Struggling in the grip of the pandemic, the United States economy last year took its biggest hit in 74 years. Not since the difficult days at the end of World War Two has the US economy contracted by 3.5%.
Indeed, the last time Americans experienced carnage of this nature was in 1946. This was the year after the war ended and millions of service personnel were returned to civilian life as commerce and industry struggled to return to post-war normality and adjust to drastically reduced military spending.
Economy rose by just 1% over previous quarter
According to the Bureau of Economic Analysis, an agency of the United States Department of Commerce, in the last three months of the year the economy rose by just 1% compared with the previous quarter.
This represents a significant slowdown in the economy, as in the previous quarter it rose by 7.5%.
The report released on Thursday by the Bureau estimates that US gross domestic product (GDP) slowed sharply in the October-December quarter from a record 33.4% surge in the July-September quarter.
The US outlook for this year continues to be ‘hazy’
That gain had come after a record-breaking 31.4% annual plunge in the April-June quarter, when the economy was in the midst of the pandemic.
“The outlook for 2021 remains hazy,” the Associated Press news agency reported.
“Economists warn that a sustained recovery won’t likely take hold until vaccines are distributed and administered nationwide and government-enacted rescue aid spreads through the economy – a process likely to take months.
“In the meantime, millions of Americans continue to struggle.”
‘A long way from a full recovery,’ says Reserve chair
Jerome Powell, the Chairman of the US Federal Reserve, has also added a warning by saying the economy is “a long way from a full recovery”. He has pointed to millions of unemployed workers, including the many who have given up looking for work.
But the Guardian newspaper quotes Oxford Economics, a global economic analyst and forecaster, as saying the US economy is “chilled, but not frozen”.
“Against the risk of excessive winter pessimism, we believe in spring optimism. We foresee record-breaking consumer spending growth in 2021, with households benefitting from a watered-down $1.2-trillion version of Biden’s American Rescue Plan, vaccine diffusion gradually reaching two-thirds of Americans by July and employment accelerating this spring,” Oxford Economics said.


WORK ORDER: Retype the whole listing that follows so that it matches the original exactly.

** ENTRIES PROVIDED follows **

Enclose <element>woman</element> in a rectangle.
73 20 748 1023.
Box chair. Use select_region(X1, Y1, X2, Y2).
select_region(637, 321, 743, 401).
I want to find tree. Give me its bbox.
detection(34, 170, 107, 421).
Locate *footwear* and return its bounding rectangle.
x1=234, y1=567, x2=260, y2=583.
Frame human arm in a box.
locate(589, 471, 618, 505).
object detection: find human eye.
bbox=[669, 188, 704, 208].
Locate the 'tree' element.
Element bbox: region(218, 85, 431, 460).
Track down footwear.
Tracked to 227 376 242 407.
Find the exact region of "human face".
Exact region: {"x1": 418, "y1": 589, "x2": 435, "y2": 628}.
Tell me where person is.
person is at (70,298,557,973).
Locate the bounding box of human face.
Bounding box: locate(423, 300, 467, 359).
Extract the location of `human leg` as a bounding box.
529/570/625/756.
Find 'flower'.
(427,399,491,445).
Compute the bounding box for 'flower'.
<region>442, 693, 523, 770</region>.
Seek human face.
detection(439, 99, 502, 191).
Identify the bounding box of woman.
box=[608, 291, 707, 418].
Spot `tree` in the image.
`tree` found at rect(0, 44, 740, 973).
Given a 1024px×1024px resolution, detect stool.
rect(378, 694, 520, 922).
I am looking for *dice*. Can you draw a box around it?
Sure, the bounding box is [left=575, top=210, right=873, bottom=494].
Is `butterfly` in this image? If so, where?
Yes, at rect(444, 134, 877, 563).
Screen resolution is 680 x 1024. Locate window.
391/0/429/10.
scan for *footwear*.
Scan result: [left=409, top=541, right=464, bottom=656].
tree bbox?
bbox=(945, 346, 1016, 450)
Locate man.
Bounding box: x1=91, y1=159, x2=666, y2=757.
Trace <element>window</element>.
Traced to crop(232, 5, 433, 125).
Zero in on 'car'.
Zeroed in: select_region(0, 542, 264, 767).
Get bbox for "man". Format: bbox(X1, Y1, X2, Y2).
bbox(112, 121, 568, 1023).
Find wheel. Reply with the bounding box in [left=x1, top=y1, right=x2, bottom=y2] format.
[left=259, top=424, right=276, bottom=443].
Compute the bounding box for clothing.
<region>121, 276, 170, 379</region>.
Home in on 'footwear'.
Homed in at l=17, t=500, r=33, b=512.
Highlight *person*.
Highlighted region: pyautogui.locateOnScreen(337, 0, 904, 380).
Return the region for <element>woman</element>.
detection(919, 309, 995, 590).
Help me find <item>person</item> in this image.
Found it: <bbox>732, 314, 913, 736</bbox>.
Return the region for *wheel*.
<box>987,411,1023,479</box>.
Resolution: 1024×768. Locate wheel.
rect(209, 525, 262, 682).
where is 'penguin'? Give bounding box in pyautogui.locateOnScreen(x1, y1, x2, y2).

** End of ENTRIES PROVIDED **

RESULT OF THE EXERCISE:
Enclose <element>woman</element> in a rectangle.
73 20 748 1023.
Box chair. Use select_region(X1, Y1, X2, Y2).
select_region(637, 321, 743, 401).
I want to find tree. Give me its bbox.
detection(34, 170, 107, 421).
Locate *footwear* and return its bounding rectangle.
x1=234, y1=567, x2=260, y2=583.
Frame human arm in a box.
locate(589, 471, 618, 505).
object detection: find human eye.
bbox=[669, 188, 704, 208].
Locate the 'tree' element.
Element bbox: region(218, 85, 431, 460).
Track down footwear.
Tracked to 227 376 242 407.
Find the exact region of "human face".
Exact region: {"x1": 418, "y1": 589, "x2": 435, "y2": 628}.
Tell me where person is.
person is at (70,298,557,973).
Locate the bounding box of human face.
Bounding box: locate(423, 300, 467, 359).
Extract the location of `human leg` as a bounding box.
529/570/625/756.
Find 'flower'.
(427,399,491,445).
Compute the bounding box for 'flower'.
<region>442, 693, 523, 770</region>.
Seek human face.
detection(439, 99, 502, 191).
Identify the bounding box of woman.
box=[608, 291, 707, 418].
Spot `tree` in the image.
`tree` found at rect(0, 44, 740, 973).
Given a 1024px×1024px resolution, detect stool.
rect(378, 694, 520, 922).
I am looking for *dice*. Can you draw a box around it?
Sure, the bounding box is [left=575, top=210, right=873, bottom=494].
Is `butterfly` in this image? If so, where?
Yes, at rect(444, 134, 877, 563).
Screen resolution is 680 x 1024. Locate window.
391/0/429/10.
scan for *footwear*.
Scan result: [left=409, top=541, right=464, bottom=656].
tree bbox?
bbox=(945, 346, 1016, 450)
Locate man.
Bounding box: x1=91, y1=159, x2=666, y2=757.
Trace <element>window</element>.
Traced to crop(232, 5, 433, 125).
Zero in on 'car'.
Zeroed in: select_region(0, 542, 264, 767).
Get bbox for "man". Format: bbox(X1, Y1, X2, Y2).
bbox(112, 121, 568, 1023).
Find wheel. Reply with the bounding box in [left=x1, top=y1, right=x2, bottom=y2] format.
[left=259, top=424, right=276, bottom=443].
Compute the bounding box for clothing.
<region>121, 276, 170, 379</region>.
Home in on 'footwear'.
Homed in at l=17, t=500, r=33, b=512.
Highlight *person*.
Highlighted region: pyautogui.locateOnScreen(337, 0, 904, 380).
Return the region for <element>woman</element>.
detection(919, 309, 995, 590).
Help me find <item>person</item> in this image.
Found it: <bbox>732, 314, 913, 736</bbox>.
Return the region for *wheel*.
<box>987,411,1023,479</box>.
Resolution: 1024×768. Locate wheel.
rect(209, 525, 262, 682).
where is 'penguin'? Give bounding box in pyautogui.locateOnScreen(x1, y1, x2, y2).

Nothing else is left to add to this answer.